What Your Jealousy Is Actually Pointing To

Last time we talked about jealousy being a compass.

But here’s where most people get tripped up: they think the compass is pointing at the thing they’re jealous of. The relationship. The career. The body. The life.

It’s not. It almost never is.

Let’s say you feel a sharp stab of jealousy every time a certain someone posts about their creative work. The freedom they have. The way they just make things and put them out into the world without seeming to second guess every single move.

Your first instinct might be: I want what she has. I want to be a creative person.

Maybe. But dig a little deeper.

Is it the creativity you want? Or is it the permission she seems to have given herself. To take up space. To be seen. To stop waiting until she’s ready enough or good enough or sure enough?

Because those are two very different things. And only one of them is actually available to you right now.

Jealousy is specific. It’s precise. It’s your body underlining a sentence in a book and saying this. Read this part again.

But we’re so uncomfortable with the feeling that we either suppress it immediately or we fixate on the surface version of it. The thing/ the person/ the outcome. Instead of asking what’s underneath.

So here’s the question worth sitting with:

What does that person’s life represent to you?

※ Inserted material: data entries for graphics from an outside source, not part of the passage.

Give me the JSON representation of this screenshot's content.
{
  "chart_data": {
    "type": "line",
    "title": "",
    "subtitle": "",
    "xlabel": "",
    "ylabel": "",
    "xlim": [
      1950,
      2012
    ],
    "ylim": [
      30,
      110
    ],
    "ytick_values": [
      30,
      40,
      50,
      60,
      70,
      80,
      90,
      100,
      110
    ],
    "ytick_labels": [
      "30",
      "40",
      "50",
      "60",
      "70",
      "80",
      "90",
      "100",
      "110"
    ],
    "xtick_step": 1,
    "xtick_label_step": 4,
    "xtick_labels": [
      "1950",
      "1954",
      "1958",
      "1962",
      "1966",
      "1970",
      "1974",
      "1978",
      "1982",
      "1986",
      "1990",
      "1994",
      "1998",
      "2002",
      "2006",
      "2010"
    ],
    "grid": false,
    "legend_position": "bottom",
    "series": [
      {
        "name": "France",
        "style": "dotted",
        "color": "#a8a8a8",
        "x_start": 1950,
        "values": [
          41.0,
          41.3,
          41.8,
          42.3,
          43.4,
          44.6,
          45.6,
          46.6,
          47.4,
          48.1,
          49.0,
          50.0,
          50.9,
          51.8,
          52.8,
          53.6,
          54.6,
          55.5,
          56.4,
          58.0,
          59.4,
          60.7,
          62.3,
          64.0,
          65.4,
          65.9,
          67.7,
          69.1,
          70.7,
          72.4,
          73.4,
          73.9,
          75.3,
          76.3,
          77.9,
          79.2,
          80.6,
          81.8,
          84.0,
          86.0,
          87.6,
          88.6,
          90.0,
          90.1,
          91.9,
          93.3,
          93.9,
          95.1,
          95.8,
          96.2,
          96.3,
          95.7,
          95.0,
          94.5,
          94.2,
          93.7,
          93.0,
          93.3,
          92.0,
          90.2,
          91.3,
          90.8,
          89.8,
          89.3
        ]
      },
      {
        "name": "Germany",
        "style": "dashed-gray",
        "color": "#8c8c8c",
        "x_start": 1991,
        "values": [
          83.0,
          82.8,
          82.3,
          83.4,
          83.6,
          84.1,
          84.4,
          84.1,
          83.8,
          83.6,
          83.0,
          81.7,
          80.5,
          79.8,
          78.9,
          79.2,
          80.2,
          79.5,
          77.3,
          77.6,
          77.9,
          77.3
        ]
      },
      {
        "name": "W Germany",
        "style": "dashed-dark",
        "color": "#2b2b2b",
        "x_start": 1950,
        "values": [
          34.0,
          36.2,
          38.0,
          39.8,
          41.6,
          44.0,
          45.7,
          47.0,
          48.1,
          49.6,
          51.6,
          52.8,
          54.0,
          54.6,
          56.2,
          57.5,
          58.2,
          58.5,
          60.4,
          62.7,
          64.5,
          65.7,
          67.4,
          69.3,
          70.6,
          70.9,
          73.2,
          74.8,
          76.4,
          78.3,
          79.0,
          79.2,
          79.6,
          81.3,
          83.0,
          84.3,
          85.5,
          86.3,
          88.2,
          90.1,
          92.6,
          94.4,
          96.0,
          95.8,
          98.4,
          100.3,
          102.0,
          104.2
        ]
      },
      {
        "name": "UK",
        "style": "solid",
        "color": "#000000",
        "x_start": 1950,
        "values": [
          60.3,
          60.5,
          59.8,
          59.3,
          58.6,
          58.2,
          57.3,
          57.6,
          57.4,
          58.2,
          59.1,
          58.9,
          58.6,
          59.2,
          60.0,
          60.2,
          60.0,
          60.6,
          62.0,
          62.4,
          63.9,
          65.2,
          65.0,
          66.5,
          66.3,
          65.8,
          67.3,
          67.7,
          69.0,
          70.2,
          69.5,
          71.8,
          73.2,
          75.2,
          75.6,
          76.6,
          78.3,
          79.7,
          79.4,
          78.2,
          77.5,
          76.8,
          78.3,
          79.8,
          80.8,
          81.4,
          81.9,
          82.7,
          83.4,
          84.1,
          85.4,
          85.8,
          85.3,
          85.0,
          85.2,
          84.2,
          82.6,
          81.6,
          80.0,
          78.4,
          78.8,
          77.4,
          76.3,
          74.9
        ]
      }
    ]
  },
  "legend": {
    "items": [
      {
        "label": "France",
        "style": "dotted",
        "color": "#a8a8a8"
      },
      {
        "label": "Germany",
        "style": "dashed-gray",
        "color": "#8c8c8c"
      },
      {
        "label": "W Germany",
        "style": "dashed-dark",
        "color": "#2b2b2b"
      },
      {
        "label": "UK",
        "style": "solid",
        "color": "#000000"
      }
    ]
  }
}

Not what do they have. What does it mean? About freedom, about being chosen, about mattering, about rest, about joy, about taking up space?

That meaning? That’s what you’re actually hungry for.

Sometimes the answer surprises you.

You think you’re jealous of someone’s relationship until you realize you’re not actually jealous of them specifically. You’re jealous of what they have together. Passion. Joy. Comfort. Whatever IT is. You can have that same thing for yourself, but you have to know what IT is.

You think you’re jealous of someone’s money until you realize what you actually want is options. The ability to say no to things. The ability to choose yourself without it being a crisis.

You think you’re jealous of someone’s body until you realize what you actually want is to feel at home in yours. To stop fighting it. To exist in it without the running commentary.

The surface thing and the real thing are often not the same.

When you start treating jealousy like information instead of a character flaw, you stop wasting energy on shame and start getting genuinely useful data about your own life.

What do I actually want? What have I been told I’m not allowed to want? What have I quietly abandoned because it felt too risky or too selfish or too much?

These are not comfortable questions. But they are the right ones.

Jealousy is not trying to make you miserable. It’s trying to get your attention.

The work is learning to listen, really listen, without immediately running away from what you hear.

You don’t need to ‘take’ what someone else has to get it for yourself.